Cairo is popularly known as one of the noisiest cities on the planet, mostly owing to traffic. Through the din of vehicles Cairenes carve out a space for themselves, sometimes using loudspeakers to cut through the sonic mass and achieve audibility within it. These multifarious amplified terrains produce a dense and manifold audio-urbanity.

With Tape Echo, Abu Hamdan proposes a series of methods and devices for documenting and intervening in this density, looking at how voices are distributed and hearing is damaged in the city’s sonic conditions. This project attempts to employ the technological artifacts of the city as a means to document, inhabit, and map its complex acoustic topography. Its main constituent is the cassette sermon, a hugely popular medium of audio consumption that nowadays has almost disappeared from Cairo’s streets; a once prolific and highly political medium of Islamic ethical circulation has given way to digital means of distribution. Secondhand and home-duplicated cassettes are nonetheless still available in shops and street stalls across the city.

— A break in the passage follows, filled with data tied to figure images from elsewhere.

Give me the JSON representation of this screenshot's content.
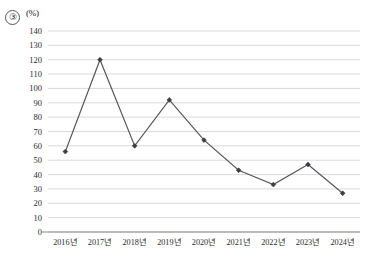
{
  "figure": {
    "item_marker": "③",
    "unit_label": "(%)"
  },
  "chart_data": {
    "type": "line",
    "title": "",
    "subtitle": "",
    "xlabel": "",
    "ylabel": "(%)",
    "categories": [
      "2016년",
      "2017년",
      "2018년",
      "2019년",
      "2020년",
      "2021년",
      "2022년",
      "2023년",
      "2024년"
    ],
    "values": [
      56,
      120,
      60,
      92,
      64,
      43,
      33,
      47,
      27
    ],
    "series": [
      {
        "name": "",
        "values": [
          56,
          120,
          60,
          92,
          64,
          43,
          33,
          47,
          27
        ]
      }
    ],
    "ylim": [
      0,
      140
    ],
    "ytick_step": 10,
    "yticks": [
      0,
      10,
      20,
      30,
      40,
      50,
      60,
      70,
      80,
      90,
      100,
      110,
      120,
      130,
      140
    ],
    "ytick_labels": [
      "0",
      "10",
      "20",
      "30",
      "40",
      "50",
      "60",
      "70",
      "80",
      "90",
      "100",
      "110",
      "120",
      "130",
      "140"
    ],
    "grid": true,
    "grid_axis": "y",
    "legend": false,
    "legend_position": "none",
    "marker": "diamond",
    "line_color": "#59595e",
    "marker_color": "#3d3d42",
    "grid_color": "#c9c9c9",
    "axis_color": "#8a8a8a",
    "background": "#ffffff"
  }
}
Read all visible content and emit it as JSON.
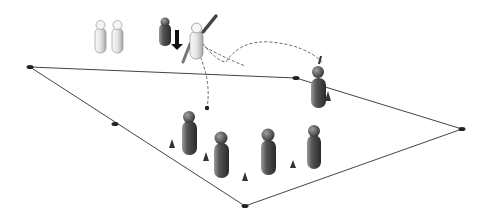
{
  "diagram": {
    "field": {
      "corners": [
        [
          30,
          67
        ],
        [
          296,
          78
        ],
        [
          462,
          129
        ],
        [
          245,
          206
        ]
      ],
      "edge_markers": [
        [
          30,
          67
        ],
        [
          115,
          124
        ],
        [
          296,
          78
        ],
        [
          462,
          129
        ],
        [
          245,
          206
        ]
      ],
      "line_color": "#444444",
      "marker_color": "#222222"
    },
    "batting_area": {
      "waiting_batters": [
        [
          100,
          22
        ],
        [
          118,
          22
        ]
      ],
      "wicketkeeper": [
        165,
        26
      ],
      "batter": [
        198,
        30
      ],
      "stumps": [
        177,
        38
      ],
      "ball_landing_dot": [
        207,
        108
      ]
    },
    "bowler": [
      318,
      78
    ],
    "fielders": [
      [
        189,
        126
      ],
      [
        221,
        150
      ],
      [
        268,
        147
      ],
      [
        314,
        142
      ]
    ],
    "cones": [
      [
        172,
        144
      ],
      [
        206,
        157
      ],
      [
        245,
        178
      ],
      [
        293,
        165
      ],
      [
        328,
        96
      ]
    ],
    "colors": {
      "light_figure": "#e6e6e6",
      "dark_figure": "#555555",
      "cone": "#333333",
      "path": "#666666"
    }
  }
}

Tape Echo seeks to revive this almost-extinct audio form. Rather than archiving the tapes or their contents, Abu Hamdan makes them a medium to document the contemporary sonic constitution of the city by over- dubbing them with recordings of the various loudspeaker jurisdictions. Since magnetic tape never deletes the magnetic particles it contains but merely realigns them, the original sermons remain at the base of all new recordings. In that sense, the tapes operate as non-blank canvases—a medium that is both part of the city’s acoustic history and a means to document its contemporary voice.

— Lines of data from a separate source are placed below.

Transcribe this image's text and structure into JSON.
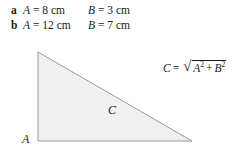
{
  "answers": {
    "rows": [
      {
        "marker": "a",
        "left_var": "A",
        "left_eq": "= 8 cm",
        "right_var": "B",
        "right_eq": "= 3 cm"
      },
      {
        "marker": "b",
        "left_var": "A",
        "left_eq": "= 12 cm",
        "right_var": "B",
        "right_eq": "= 7 cm"
      }
    ]
  },
  "figure": {
    "shape": "right-triangle",
    "fill_color": "#f0f0f0",
    "stroke_color": "#9a9a9a",
    "labels": {
      "vertical_side": "A",
      "horizontal_side": "B",
      "hypotenuse": "C"
    }
  },
  "formula": {
    "result_var": "C",
    "equals": "=",
    "radical_sign": "√",
    "term_a": "A",
    "exponent_a": "2",
    "plus": "+",
    "term_b": "B",
    "exponent_b": "2"
  }
}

The Tape Echo project comprises two sound installations—Gardens of Death and The End of Every Illusionist—and a series of optical scans of a cassette surface titled A Conversation with an Unemployed. It was commissioned by Beirut, an art space in Cairo (2013).

The End of Every Illusionist, 2013

Tape-delay device, headphones. Dimensions variable

The End of Every Illusionist is a homemade version of a looping tape device that artificially produces spatial reverberation. By recording and playing back the same source in quick succession, the sound appears to be echoing in a much larger space than the one it was actually recorded in. Versions of this device were famously used on the voice of Elvis Presley, and later to create the typical sound of Jamaican dub music.

During the looping overdub process, the tape’s magnetic particles are constantly realigned on its surface and the cassette tape produces its own acoustic chamber. Much like a sonic counterpart of the microscopic images of a cassette in A Conversation with an Unemployed, this work proposes another means of amplified spatial practice and acoustic cartography in the battle to cut through Cairo’s dense sonic topography.

A Conversation with an Unemployed, 2013

Thirteen chromogenic prints in lightboxes, Dimensions variable

This image series successively magnifies the surface of a home-duplicated cassette sermon purchased at Cairo’s regular Friday market. The different microscopic scans render the tape’s topographic layers of magnetic particles into a visual cartography of its acoustic space. That space includes not only the newly recorded speech but also remnants of every other recording that existed on the tape before that. What becomes visible are the palimpsests of multiple spaces and the layered stratification produced by the various recordings made throughout the life of the cassette. Since many or all of these recordings most likely took place in Cairo, the scans geologically excavate a signature of the city’s audio culture.

Gardens of Death, 2013

Audio composition on cassette player (29 min.), loudspeakers with lighting feature

Dozens of open-topped party boats line both sides of the Nile, decked out with powerful loudspeaker systems that immerse the passengers on their own sonic islands while producing a cacophony that resonates across the river. The recording for this composition was made by steering a small motorboat along these floating loudspeaker jurisdictions and using a microphone to map the acoustic bleed. The Xenon-branded loudspeakers in the installation represent the typical types that roar on the boats and throughout the streets of Cairo; they almost seem singularly employed to power the sounds of the city.